There is a widely held belief that the Romans brought civilization and its many benefits to the people they conquered.
However, investigators know that a declining health of the population of Iron Age Britain after the Romans conquered the territory in AD 43..
A new study, last week in Antiquityanalyzed 646 ancient skeletons, 372 belonging to children who were under 3.5 years old when they died, as well as 274 from adult women aged between 18 and 45. These came from 24 Iron Age and Romano-British sites across southern and central England, dating from four centuries before the arrival of the Romans until the fourth century AD, when they withdrew.
The team examined the bones and teeth and looked for abnormalities such as lesions or fractures that could indicate tuberculosis, osteomyelitis or dental disease. He also used x-rays to look at the internal structures of bones, which can reveal changes in the way bones develop caused by malnutrition or vitamin C and D deficiencies.
The analysis revealed that the negative impacts of the Roman occupation on health were concentrated in the two largest urban centers in the study — the Roman administrative cities of Venta Belgarum, currently Winchesterfrom Corinium Dobunnorum, ou Cirencester.

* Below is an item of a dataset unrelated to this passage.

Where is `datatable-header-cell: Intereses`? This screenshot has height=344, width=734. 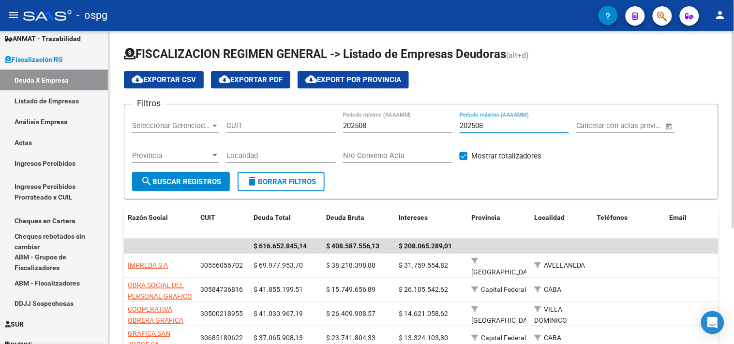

As details, in total, 81% of urban Roman adults had bone anomalies, compared with 62% of people dating back to the Iron Age, but the Iron Age groups and rural Romans did not differ significantly. And only 26 percent of Iron Age children showed such effects, compared with 41 percent of those living in rural Roman settlements and 61 percent in urban Roman sites.
“One of the things that was really evident in urban non-adults was the ricketswhich means that people were not having enough access to vitamin D from sunlight”, the study leader told the same magazine, Rebecca Pittfrom the University of Reading, in the United Kingdom.
Pitt suggests that these health effects, which lasted for many generations, were due to new diseases that the Romans brought with themas well as the class divisions and infrastructure they introduced, resulting in limited access to resources for those lower down the social hierarchy and in overcrowded and polluted living situations.